This morning, Jil Sander’s ‘+J’ collection for Uniqlo finally had its international launch in London. Sander’s characteristically simple 140-piece collection includes white shirts, cashmere scarves and charcoal overcoats, with items ranging in price from £14.99 to £99.99. It will hit the Paris and New York stores, as well as across Japan, in the coming days.
Of course, this isn’t the first time a high-street retailer has hired an A-list designer. The trend kicked off in 2004 when Karl Lagerfeld collaborated on a range of 30 pieces for Swedish high-street behemoth H&M. Viktor & Rolf, Comme des Garçons, and Matthew Williamson quickly followed suit. Conceptually, this project with Jil Sander is different to, say, the H&M model. Rather than a one-off fling, Sander is “design consultant” at the brand, and the +J collection is the first product of this partnership. So unlike previous seasonal liaisons, this one is a committed relationship.
“Her style fits well with the Uniqlo brand,” says Maureen Hinton, lead retail analyst at Verdict Research in the UK. “She has a minimalist handwriting and Uniqlo is quite a functional brand – the two design styles sit well together and she can produce a signature range that will not look out of place at Uniqlo. Furthermore, as an international designer she brings kudos and luxury to a high-street brand – and a marketing opportunity that will drive footfall to stores.”
Breath is being collectively held to see just how til-death-do-us-part this marriage between Sander and Uniqlo will be. Six months after her eponymous fashion brand was sold to the Prada Group in 1999, Sander walked out. She returned some years later, but only for one year. The problem? Patrizio Bertelli (Prada’s CEO and husband of Miuccia) would not let her maintain complete control and she disagreed with his desire to steer the brand towards the middle-of-the-road.
However, Tadashi Yanai, CEO of Uniqlo’s owner Fast Retailing, seems to know how to cope. “We have arguments, but through arguments we get to know each other. That’s important,” Yanai said last month.
Yanai sits quite comfortably at the top of Japan’s rich list: according to Forbes he is worth US$6.1bn (see Monocle Issue 22 for our interview with him). Despite owning Comptoir des Cotonniers and Theory, Uniqlo is the company’s headline act. Last month Yanai announced ambitions to multiply Fast Retailing’s international sales more than seven-fold by 2020. In addition to rather tenacious retail expansion over the next few years, as well as its recently announced first shoe collection, Jil Sander’s term at Uniqlo should make a small but crucial dent in that target.
So what’s in it for Sander? Money, certainly, but it will be a much-needed new creative outlet too. Uniqlo’s success is based on classic basics, a good fit, and accessible quality, and shares something (albeit a less expensive something) with the Jil Sander brand under her leadership.
At Uniqlo’s store on Oxford Street, on a cloudy autumn morning, the designer Jil Sander is probably an alien name to many of the young customers rifling though its rails. Perhaps this partnership will help change that – or perhaps it’s not necessarily meant for them. The +J collection certainly sits well among the main Uniqlo range but it adds a more adult appeal to the brand. It will pull in people in their thirties and forties who know and like what Sander represents. If Fast Retailing is keen to meet its 2020 targets, aiming at a customer base beyond Uniqlo’s traditional teenage/twenty-something market will certainly be important. This collection at Oxford Street today is the first step towards that.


Aim of the exercise |
Using the data below, tally the lines that include the string "JSON". Only the number is wanted.

Data extract |
____

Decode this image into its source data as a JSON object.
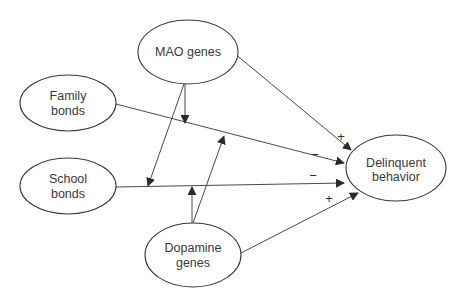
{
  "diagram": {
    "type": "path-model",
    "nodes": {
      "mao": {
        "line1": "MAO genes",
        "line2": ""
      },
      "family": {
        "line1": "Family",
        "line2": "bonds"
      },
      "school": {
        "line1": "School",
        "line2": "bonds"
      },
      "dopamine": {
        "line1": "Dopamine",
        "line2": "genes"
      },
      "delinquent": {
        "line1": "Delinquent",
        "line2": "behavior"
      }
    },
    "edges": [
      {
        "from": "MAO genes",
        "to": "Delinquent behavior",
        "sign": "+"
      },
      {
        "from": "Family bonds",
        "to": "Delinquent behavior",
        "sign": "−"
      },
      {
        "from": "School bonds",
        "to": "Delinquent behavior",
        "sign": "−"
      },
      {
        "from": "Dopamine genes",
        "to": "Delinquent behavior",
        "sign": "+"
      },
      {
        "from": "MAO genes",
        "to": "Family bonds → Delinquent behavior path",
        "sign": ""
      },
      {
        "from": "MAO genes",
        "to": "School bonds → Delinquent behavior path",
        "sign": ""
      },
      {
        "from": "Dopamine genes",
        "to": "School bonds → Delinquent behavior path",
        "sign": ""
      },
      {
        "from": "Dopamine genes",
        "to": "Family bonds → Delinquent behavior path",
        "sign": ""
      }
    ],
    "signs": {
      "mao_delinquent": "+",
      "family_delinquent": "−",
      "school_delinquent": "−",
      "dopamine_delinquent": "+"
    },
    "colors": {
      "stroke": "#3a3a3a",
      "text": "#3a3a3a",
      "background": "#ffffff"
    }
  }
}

____

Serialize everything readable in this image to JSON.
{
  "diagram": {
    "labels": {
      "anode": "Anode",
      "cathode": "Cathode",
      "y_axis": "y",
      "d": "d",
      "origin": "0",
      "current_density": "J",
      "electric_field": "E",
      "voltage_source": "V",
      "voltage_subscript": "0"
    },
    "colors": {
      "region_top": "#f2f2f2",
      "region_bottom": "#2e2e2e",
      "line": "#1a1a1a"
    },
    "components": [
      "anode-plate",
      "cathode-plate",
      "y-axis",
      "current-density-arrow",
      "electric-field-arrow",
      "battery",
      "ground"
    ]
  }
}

____

Reply to the exercise |
2